Still, there remained disagreement about the ACA’s requirement to return identified overpayments. The issue went before the U.S. District Court for the Southern District of New York in Kane v. Healthfirst, Inc., et al., in which the court considered the reverse false claims clause of the False Claims Act and its implications for providers that knowingly conceal or improperly avoid or decrease an obligation to a governmental entity. The Kane v. Healthfirst opinion relates to how you would interpret the identification of overpayments as referenced in the ACA’s 60-day overpayment rule. That rule says that any provider that knowingly fails to report and return an identified overpayment within 60 days is in violation of the False Claims Act and may be subject to a penalty for each claim. The ruling provided clarity by suggesting that a provider is responsible for returning overpayments to Medicare once it has reasonable knowledge of the existence of the overpayment.

Unfortunately for providers, it is not only Medicare credit balances that pose significant risk to healthcare organizations. Patient and commercial insurance credit balances can be extremely risky as well, even with provider compliance programs in place. All 50 states as well as several U.S. territories have unclaimed property reporting requirements that include credit balance accounts and outstanding refunds.

Many healthcare providers have a process to identify and report unclaimed property to the state. Unfortunately, many providers have a process of examining only outstanding payroll and accounts payable remittances, but overlook patient refunds and active credit balances in the patient accounting system.

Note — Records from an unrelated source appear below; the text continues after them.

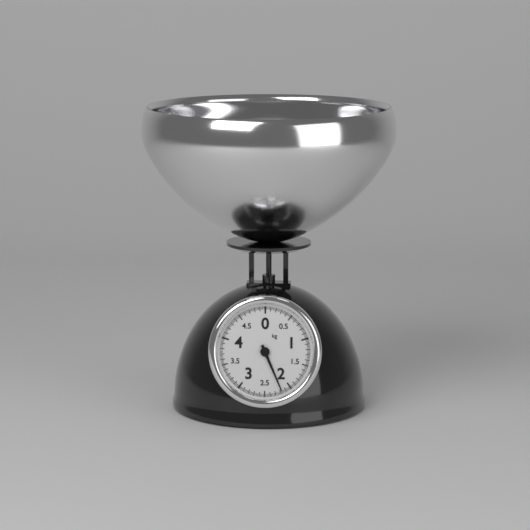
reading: 2.175 kg
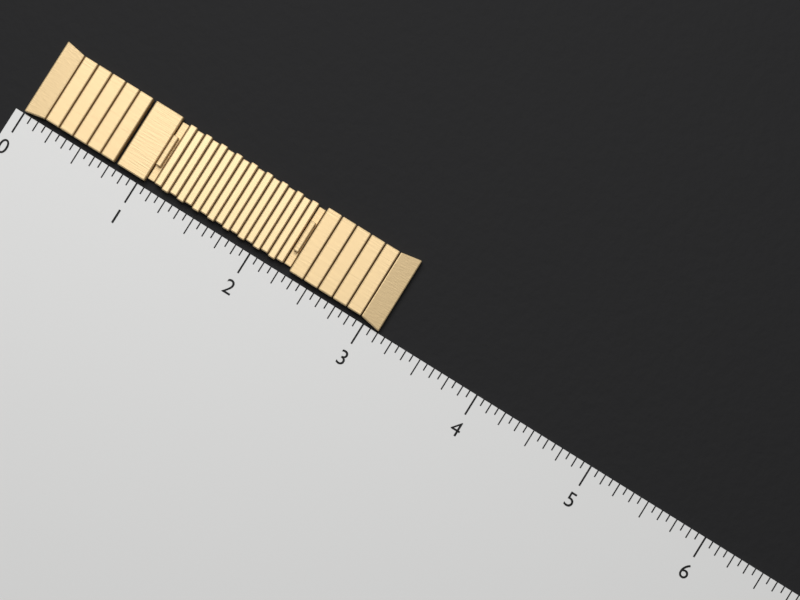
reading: 3.1250 (no unit)
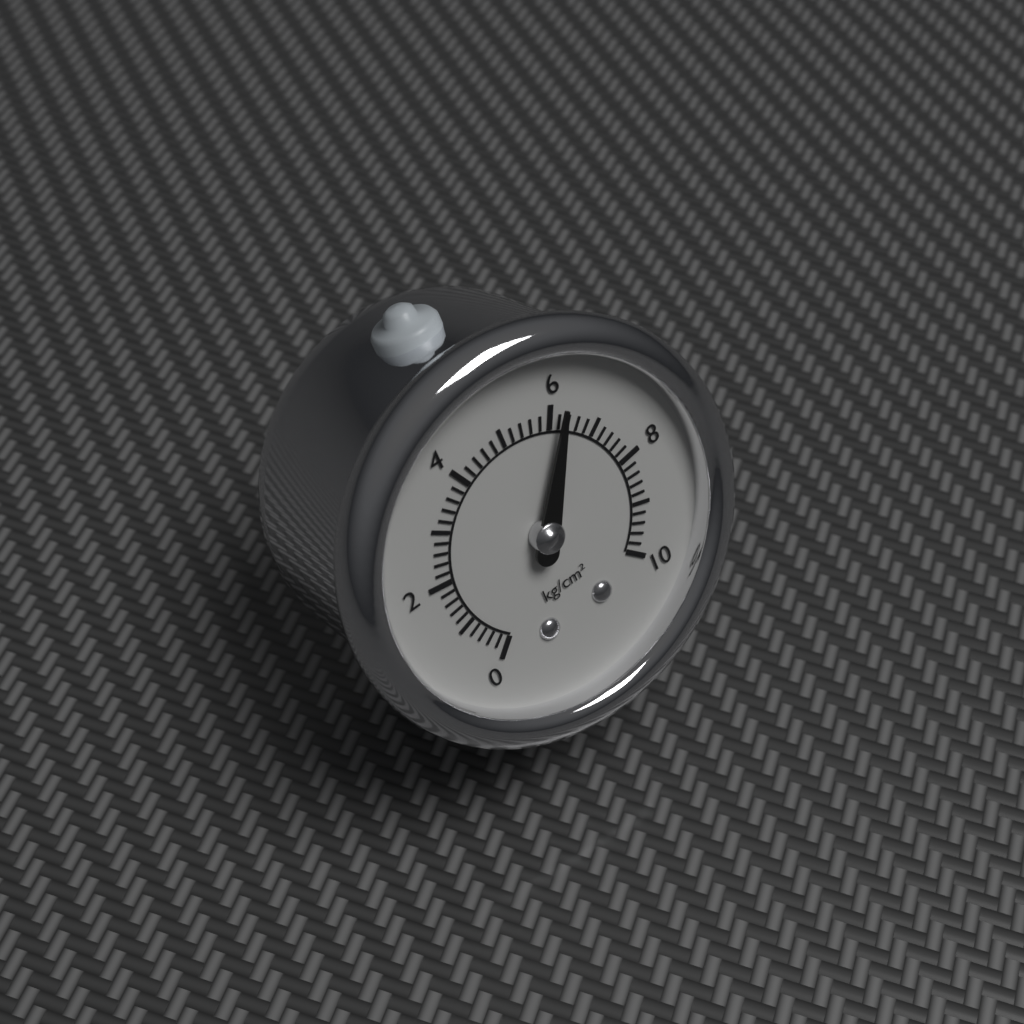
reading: 6.2 kg/cm²
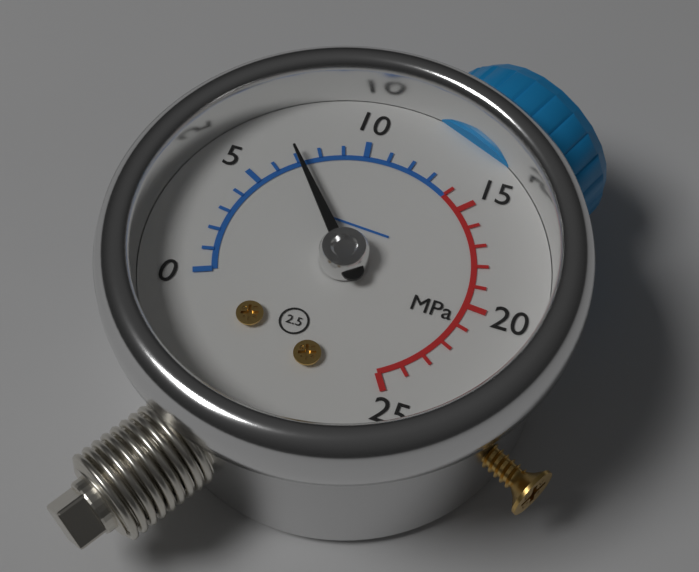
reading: 7 MPa
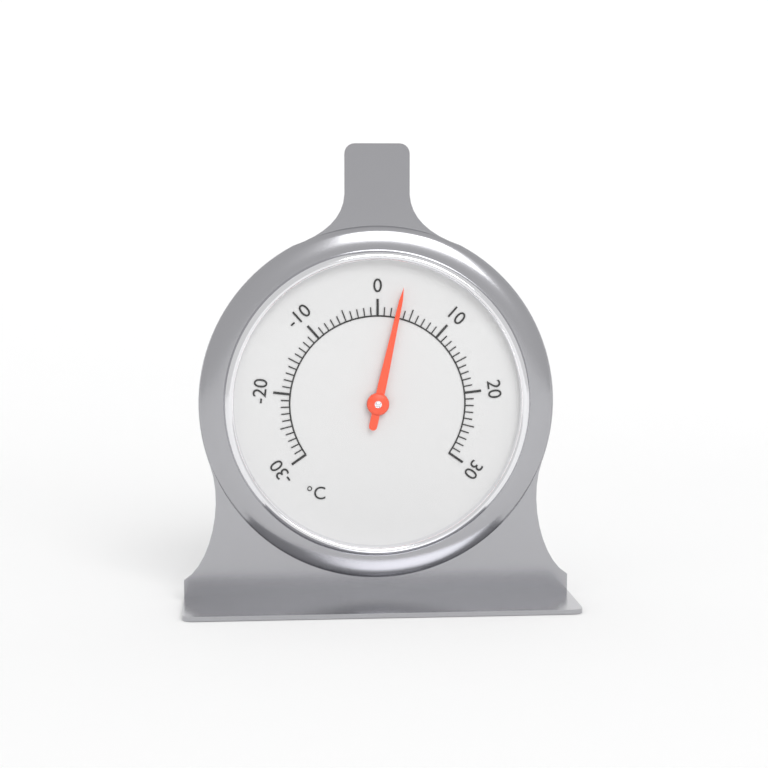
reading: 3 °C
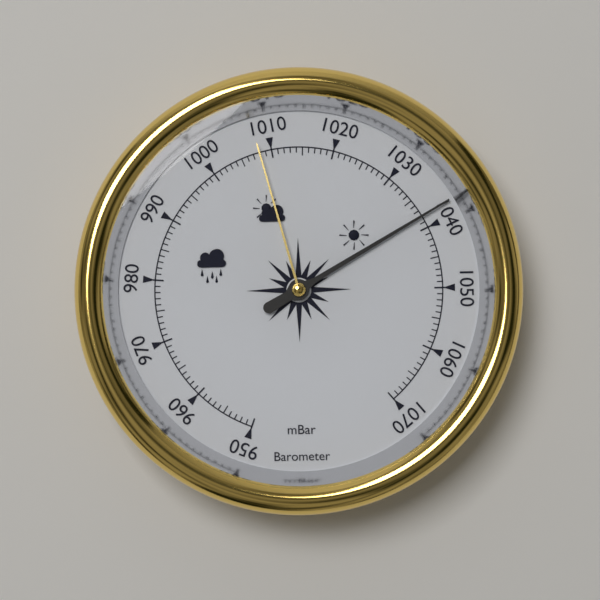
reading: 1038 mbar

Making it even more of a headache is the fact that many providers report unclaimed property only to the state in which the provider operates, failing to note the state of the last known address for the unclaimed property owner, such as the patient or payor. If this address is unknown, unclaimed property reporting requirements necessitate that  the credit balance be turned over to the reporting entity’s state of incorporation, rather than its state of operation. These details are critical because unclaimed property reporting requirements do vary by state.

Variances in state requirements include dormancy periods, due diligence requirements, report dates and statutory exemptions. For example, the dormancy period for credit balances and credit refunds ranges from three to five years, depending on the state. Most states begin calculating the aging period from the overpayment date or the refund-request date. Other states age the unclaimed property from the date of service or date of discharge. However, unless the patient prepaid for more services than were received, the credit balance should never date back to the discharge day.

So what to do?

Have a plan and execute it. Healthcare provider managers should consult with the provider’s tax and/or finance department to determine the appropriate course of action if there are significant, aged credit balances on the books. Inaction will only be more costly down the road.